02-18-2011, 08:20 PM
EDIT 07/10/20: This story is no longer InRP for Robert Miller. Please disregard.
Robert Miller initiated final docking procedures with Sevastopol Depot. He rarely left the station nowadays, his leg still badly injured from his trial on the surface of JiangXi. By late June it would be back in full working order, but until then the doctors were adamant he remain out of the cockpit. He still had his duties in the Fighters Corps however, so on important raids or in defence of Omega-52 he barged his way past the hoards of doctors with their clipboards and muscle relaxants and returned to the fight.
It'd earned him a medal. The Hero of the Revolution, an incredible honour. The Premier himself had called his actions 'a legend'. Destroying a Corsair Legate with an Insurgent, made possible by an Ion Storm disabling the weapons and shields of the battleship. He had even been given a call sign by the Premier: 'Lex Talionis'. He had since replaced his normal IFF transponder displaying his name with this new title, worn as proudly as the medal on his formal attire.
'Lex Talionis, this is Sevastopol Depot,' the mechanised docking drone replying to his docking requests said. 'You are cleared for docking port one. Welcome back, Commissar-Captain.'
He didn't bother to respond. There was no need, he had his instructions and followed them. He'd found that he'd been doing that a lot lately, since JiangXi. He'd just demonstrated it in the battle he'd just returned from, in Omega-49. Requesting orders, obeying them. Using military-talk. "Weapons free" had cropped up a few times. He'd had to become a soldier to survive Scott's coup d'etat. He'd had to become a soldier to survive JiangXi. Was he losing his old self, becoming replaced by a new Robert Miller? A Robert Miller more like a soldier than a gentleman. A survivor in his new-found life?
The more he thought about it, the more true he believed it was. He was surrounded by soldiers, and he risked his life on days. A Bretonian gentleman would not survive that.
He surrendered control of his ship to the Sevastopol automated docking procedures, and his Insurgent lurched forward. He watched the CPS-Shanghai toil away with its h-fuel collection to fuel the Coalition revolutionary machine, its defence his primary purpose for commanding Sevastopol. Its destruction would put the Coalition back months, even years.
He lost sight of the gas miner, and began to enter the Sevastopol docking port.
Robert Miller initiated final docking procedures with Sevastopol Depot. He rarely left the station nowadays, his leg still badly injured from his trial on the surface of JiangXi. By late June it would be back in full working order, but until then the doctors were adamant he remain out of the cockpit. He still had his duties in the Fighters Corps however, so on important raids or in defence of Omega-52 he barged his way past the hoards of doctors with their clipboards and muscle relaxants and returned to the fight.

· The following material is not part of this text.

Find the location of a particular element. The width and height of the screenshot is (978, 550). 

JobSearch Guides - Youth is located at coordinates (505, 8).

It'd earned him a medal. The Hero of the Revolution, an incredible honour. The Premier himself had called his actions 'a legend'. Destroying a Corsair Legate with an Insurgent, made possible by an Ion Storm disabling the weapons and shields of the battleship. He had even been given a call sign by the Premier: 'Lex Talionis'. He had since replaced his normal IFF transponder displaying his name with this new title, worn as proudly as the medal on his formal attire.
'Lex Talionis, this is Sevastopol Depot,' the mechanised docking drone replying to his docking requests said. 'You are cleared for docking port one. Welcome back, Commissar-Captain.'
He didn't bother to respond. There was no need, he had his instructions and followed them. He'd found that he'd been doing that a lot lately, since JiangXi. He'd just demonstrated it in the battle he'd just returned from, in Omega-49. Requesting orders, obeying them. Using military-talk. "Weapons free" had cropped up a few times. He'd had to become a soldier to survive Scott's coup d'etat. He'd had to become a soldier to survive JiangXi. Was he losing his old self, becoming replaced by a new Robert Miller? A Robert Miller more like a soldier than a gentleman. A survivor in his new-found life?

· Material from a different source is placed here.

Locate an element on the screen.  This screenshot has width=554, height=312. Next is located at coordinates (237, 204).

The more he thought about it, the more true he believed it was. He was surrounded by soldiers, and he risked his life on days. A Bretonian gentleman would not survive that.
He surrendered control of his ship to the Sevastopol automated docking procedures, and his Insurgent lurched forward. He watched the CPS-Shanghai toil away with its h-fuel collection to fuel the Coalition revolutionary machine, its defence his primary purpose for commanding Sevastopol. Its destruction would put the Coalition back months, even years.
He lost sight of the gas miner, and began to enter the Sevastopol docking port.